Once version 1.0 is here and the code is open, self-hosted Encyclia instances will be possible. However, since they will be bridging the same centralized ORCID data, it is an open question what value (besides redundancy) they will provide. We could see universities or other research groups using Encyclia's allowlist mode to bridge only a small selection of ORCID records, such as their own members. Single account installations should also be viable in theory, if someone wants to avoid relying on any external services for their science communication needs.

For Encyclia.pub, the big open flagship instance that bridges all of ORCID, there is less immediate value in redundant servers. In the medium term, we would like to ensure that at least two people have administrative access to Encyclia.pub just in case. But even if Encyclia.pub were to go away somehow, the open source release would at least allow the community to build fallback options. As detailed in “What is Encyclia?”, the website does not ordinarily show information from or about individual external ActivityPub accounts, so the community moderation burden of an Encyclia server is effectively zero.

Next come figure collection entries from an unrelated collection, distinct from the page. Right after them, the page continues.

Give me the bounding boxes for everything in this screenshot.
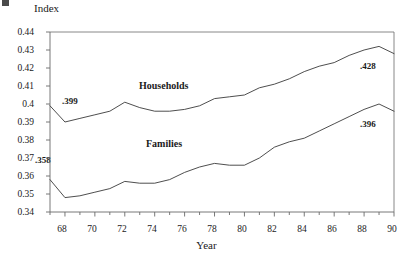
- x-tick-label: 86: [320, 224, 344, 234]
- x-tick-label: 70: [80, 224, 104, 234]
- y-tick-label: 0.37: [0, 153, 34, 163]
- x-tick-label: 76: [170, 224, 194, 234]
- x-tick-label: 88: [350, 224, 374, 234]
- plot-frame: [50, 32, 394, 212]
- annotation-households-start: .399: [62, 96, 78, 106]
- x-tick-label: 68: [50, 224, 74, 234]
- chart-figure: Index 0.44 0.43 0.42 0.41 0.4 0.39 0.38 …: [0, 0, 413, 263]
- y-tick-label: 0.34: [0, 207, 34, 217]
- x-tick-marks: [50, 212, 394, 217]
- y-axis-title: Index: [34, 2, 59, 14]
- x-tick-label: 90: [380, 224, 404, 234]
- y-tick-label: 0.44: [0, 27, 34, 37]
- y-tick-label: 0.38: [0, 135, 34, 145]
- annotation-households-end: .428: [360, 61, 376, 71]
- y-tick-label: 0.39: [0, 117, 34, 127]
- scan-artifact: [2, 0, 9, 6]
- y-tick-label: 0.42: [0, 63, 34, 73]
- y-tick-label: 0.41: [0, 81, 34, 91]
- annotation-families-end: .396: [360, 119, 376, 129]
- series-label-families: Families: [146, 138, 182, 149]
- x-tick-label: 78: [200, 224, 224, 234]
- y-tick-label: 0.36: [0, 171, 34, 181]
- x-tick-label: 84: [290, 224, 314, 234]
- y-tick-label: 0.43: [0, 45, 34, 55]
- y-tick-marks: [46, 32, 50, 212]
- x-tick-label: 80: [230, 224, 254, 234]
- series-line-families: [50, 104, 394, 198]
- x-tick-label: 72: [110, 224, 134, 234]
- x-axis-title: Year: [0, 239, 413, 251]
- annotation-families-start: .358: [35, 155, 51, 165]
- series-line-households: [50, 46, 394, 122]
- y-tick-label: 0.35: [0, 189, 34, 199]
- series-label-households: Households: [139, 80, 188, 91]
- x-tick-label: 74: [140, 224, 164, 234]
- y-tick-label: 0.4: [0, 99, 34, 109]
- x-tick-label: 82: [260, 224, 284, 234]
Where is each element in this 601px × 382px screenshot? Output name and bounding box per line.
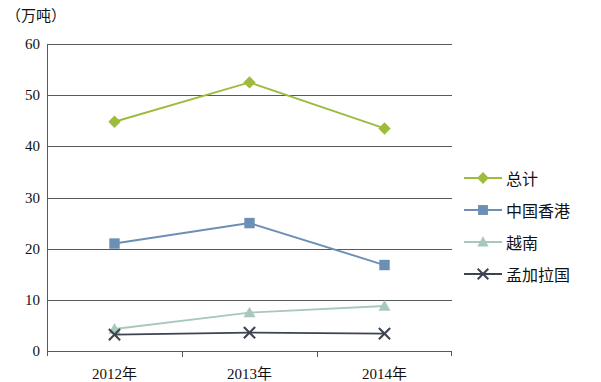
x-axis-line: 0 [47,351,452,352]
y-tick-label: 30 [25,190,40,205]
legend-item-2[interactable]: 中国香港 [463,194,601,226]
line-chart: （万吨） 6050403020100 2012年2013年2014年 总计中国香… [0,0,601,382]
x-tick-label: 2012年 [92,362,137,382]
series-2 [109,218,389,270]
series-line [115,223,385,265]
y-tick-label: 40 [25,139,40,154]
legend-item-1[interactable]: 总计 [463,162,601,194]
x-axis-tick [451,351,452,356]
data-point-marker [108,116,120,128]
data-point-marker [379,260,389,270]
legend-marker-diamond-icon [463,168,503,188]
x-tick-label: 2013年 [227,362,272,382]
data-point-marker [109,238,119,248]
y-axis-unit-label: （万吨） [6,4,66,25]
x-tick-label: 2014年 [362,362,407,382]
data-point-marker [243,76,255,88]
series-layer [47,44,452,351]
legend-marker-triangle-icon [463,232,503,252]
legend-label: 孟加拉国 [506,262,570,286]
x-axis-tick [47,351,48,356]
x-axis-tick [182,351,183,357]
y-tick-label: 0 [33,344,41,359]
legend-marker-square-icon [463,200,503,220]
legend-label: 总计 [506,166,538,190]
y-tick-label: 50 [25,88,40,103]
y-tick-label: 60 [25,37,40,52]
series-3 [109,300,391,334]
series-1 [108,76,390,134]
legend-marker-cross-icon [463,264,503,284]
data-point-marker [244,218,254,228]
legend-label: 中国香港 [506,198,570,222]
chart-legend: 总计中国香港越南孟加拉国 [463,162,601,290]
y-tick-label: 10 [25,292,40,307]
series-4 [109,327,390,340]
legend-label: 越南 [506,230,538,254]
series-line [115,82,385,128]
legend-item-4[interactable]: 孟加拉国 [463,258,601,290]
legend-item-3[interactable]: 越南 [463,226,601,258]
plot-area: 6050403020100 2012年2013年2014年 [47,44,452,351]
y-tick-label: 20 [25,241,40,256]
data-point-marker [378,122,390,134]
x-axis-tick [317,351,318,357]
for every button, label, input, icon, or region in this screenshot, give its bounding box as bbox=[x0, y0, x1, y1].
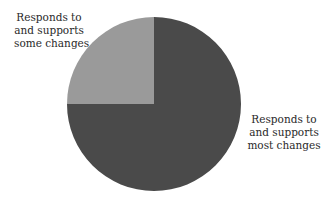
label-line: and supports bbox=[14, 24, 84, 37]
label-line: and supports bbox=[246, 126, 322, 139]
label-some-changes: Responds to and supports some changes bbox=[14, 11, 84, 50]
label-line: Responds to bbox=[246, 113, 322, 126]
label-most-changes: Responds to and supports most changes bbox=[246, 113, 322, 152]
label-line: Responds to bbox=[14, 11, 84, 24]
label-line: some changes bbox=[14, 37, 84, 50]
label-line: most changes bbox=[246, 139, 322, 152]
pie bbox=[67, 17, 241, 191]
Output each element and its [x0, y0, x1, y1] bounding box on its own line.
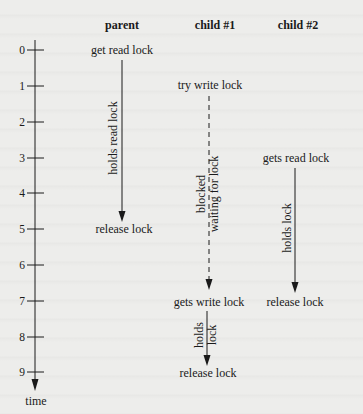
- child2-hold-label: holds lock: [280, 203, 294, 253]
- tick-label: 3: [19, 152, 25, 164]
- child1-blocked-label-line1: blocked: [194, 175, 208, 213]
- arrow-down-icon: [119, 211, 126, 222]
- child1-acquired-label: gets write lock: [174, 295, 245, 309]
- child1-blocked-label-line2: waiting for lock: [207, 156, 221, 233]
- child2-start-label: gets read lock: [263, 151, 330, 165]
- child1-holds-label-line1: holds: [192, 322, 206, 348]
- parent-timeline: get read lock holds read lock release lo…: [91, 43, 153, 236]
- parent-start-label: get read lock: [91, 43, 153, 57]
- tick-label: 6: [19, 259, 25, 271]
- arrow-down-icon: [206, 279, 213, 290]
- header-parent: parent: [105, 18, 139, 32]
- tick-label: 0: [19, 44, 25, 56]
- axis-arrow-icon: [32, 379, 39, 391]
- tick-label: 7: [19, 295, 25, 307]
- axis-label: time: [25, 394, 46, 408]
- axis-tick-labels: 0 1 2 3 4 5 6 7 8 9: [19, 44, 25, 378]
- child1-holds-label-line2: lock: [205, 325, 219, 346]
- tick-label: 8: [19, 331, 25, 343]
- header-child2: child #2: [278, 18, 318, 32]
- child2-end-label: release lock: [267, 295, 324, 309]
- parent-hold-label: holds read lock: [106, 101, 120, 174]
- time-axis: 0 1 2 3 4 5 6 7 8 9 time: [19, 40, 47, 408]
- tick-label: 2: [19, 116, 25, 128]
- tick-label: 5: [19, 223, 25, 235]
- child1-start-label: try write lock: [178, 78, 243, 92]
- arrow-down-icon: [204, 355, 211, 366]
- child1-timeline: try write lock blocked waiting for lock …: [174, 78, 245, 380]
- tick-label: 9: [19, 366, 25, 378]
- header-child1: child #1: [195, 18, 235, 32]
- lock-timeline-diagram: parent child #1 child #2 0 1 2: [0, 0, 363, 414]
- parent-end-label: release lock: [96, 222, 153, 236]
- tick-label: 4: [19, 187, 25, 199]
- child1-end-label: release lock: [180, 366, 237, 380]
- arrow-down-icon: [292, 282, 299, 293]
- child2-timeline: gets read lock holds lock release lock: [263, 151, 330, 309]
- tick-label: 1: [19, 80, 25, 92]
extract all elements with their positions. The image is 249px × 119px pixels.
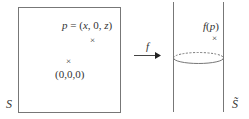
image-point-marker: × bbox=[212, 33, 217, 43]
point-p-label: p = (x, 0, z) bbox=[61, 19, 113, 32]
origin-label: (0,0,0) bbox=[55, 68, 85, 81]
diagram-canvas: S p = (x, 0, z) × × (0,0,0) f f(p) × S̃ bbox=[0, 0, 249, 119]
image-point-label: f(p) bbox=[203, 20, 219, 33]
point-p-marker: × bbox=[90, 35, 95, 45]
map-label-f: f bbox=[146, 40, 151, 52]
cylinder-ellipse-back bbox=[174, 53, 224, 58]
space-label-s-tilde: S̃ bbox=[232, 97, 239, 111]
cylinder-ellipse-front bbox=[174, 58, 224, 63]
arrow-right-icon bbox=[155, 52, 161, 59]
space-label-s: S bbox=[6, 97, 12, 111]
origin-marker: × bbox=[66, 56, 71, 66]
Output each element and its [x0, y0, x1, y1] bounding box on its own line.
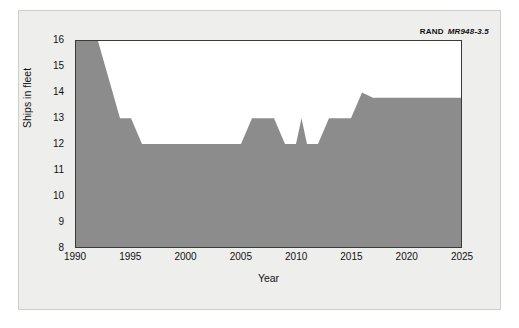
- x-tick-label: 2015: [340, 252, 362, 262]
- rand-org-label: RAND: [420, 27, 444, 36]
- ships-in-fleet-area: [76, 41, 461, 247]
- y-tick-label: 11: [34, 165, 70, 175]
- x-tick-label: 2010: [285, 252, 307, 262]
- y-tick-label: 14: [34, 87, 70, 97]
- x-tick-label: 2025: [451, 252, 473, 262]
- x-axis-title: Year: [75, 272, 462, 284]
- x-tick-label: 2000: [174, 252, 196, 262]
- plot-area: [75, 40, 462, 248]
- y-tick-label: 9: [34, 217, 70, 227]
- y-tick-label: 16: [34, 35, 70, 45]
- y-tick-label: 15: [34, 61, 70, 71]
- y-axis-title: Ships in fleet: [21, 43, 33, 153]
- y-tick-label: 13: [34, 113, 70, 123]
- chart-figure: RANDMR948-3.5 Ships in fleet 89101112131…: [0, 0, 519, 328]
- rand-document-id: MR948-3.5: [448, 27, 489, 36]
- x-tick-label: 2020: [396, 252, 418, 262]
- x-tick-label: 1990: [64, 252, 86, 262]
- area-chart-svg: [76, 41, 461, 247]
- y-axis-tick-labels: 8910111213141516: [40, 40, 70, 248]
- x-tick-label: 2005: [230, 252, 252, 262]
- y-tick-label: 12: [34, 139, 70, 149]
- rand-source-credit: RANDMR948-3.5: [420, 27, 489, 36]
- x-tick-label: 1995: [119, 252, 141, 262]
- y-tick-label: 10: [34, 191, 70, 201]
- x-axis-tick-labels: 19901995200020052010201520202025: [75, 252, 462, 268]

Beyond that, the organizational future of Encyclia will depend in no small part on how it is received and how many people integrate it into their social media consumption. If it turns out to be a niche gimmick for a handful of enthusiasts, we will keep running it as a hobby project. If thousands of academics start to rely on it for their work, then we are more than open to the possibility of handing it off to an actual participatory governing body, whether that is ORCID itself, another existing institution in the Fediverse or the academic community, or something completely new.

9. Why not combine efforts with Open Science Network?

The Open Science Network is a project by the Bonfire team to assemble a Fediverse platform geared towards academic use cases – science communication, scientific collaboration, and academic self-administration. At a glance, there is a good amount of feature overlap, in particular with their ORCID integration.

We talked with the Bonfire team in early 2024 about their vision and goals for OSN. Their project is working towards being the best possible Fediverse “home” for academics, collecting all the necessary affordances under its umbrella, and is thus particularly appealing for researchers who may not have a Fediverse presence yet or who were dissatisfied with Mastodon. Meanwhile, Encyclia aims to be a collection of auxiliary tools (mostly automated accounts) usable by any academic on the Fediverse, no matter their choice of platform or client, and for that reason it may be more appealing for people who already have a Fediverse “home” that they don't want to leave behind.

It quickly became clear during our discussions that, while we share the goal of enabling and enhancing scientific collaboration and communication on the Fediverse, our strategies are so different that there is little to nothing in the way of technological building blocks that could be sensibly shared. We think of OSN and Encyclia as complementary paths towards the same goal, and we continue to wish the Bonfire team all the best. We are convinced there is ample room for us both.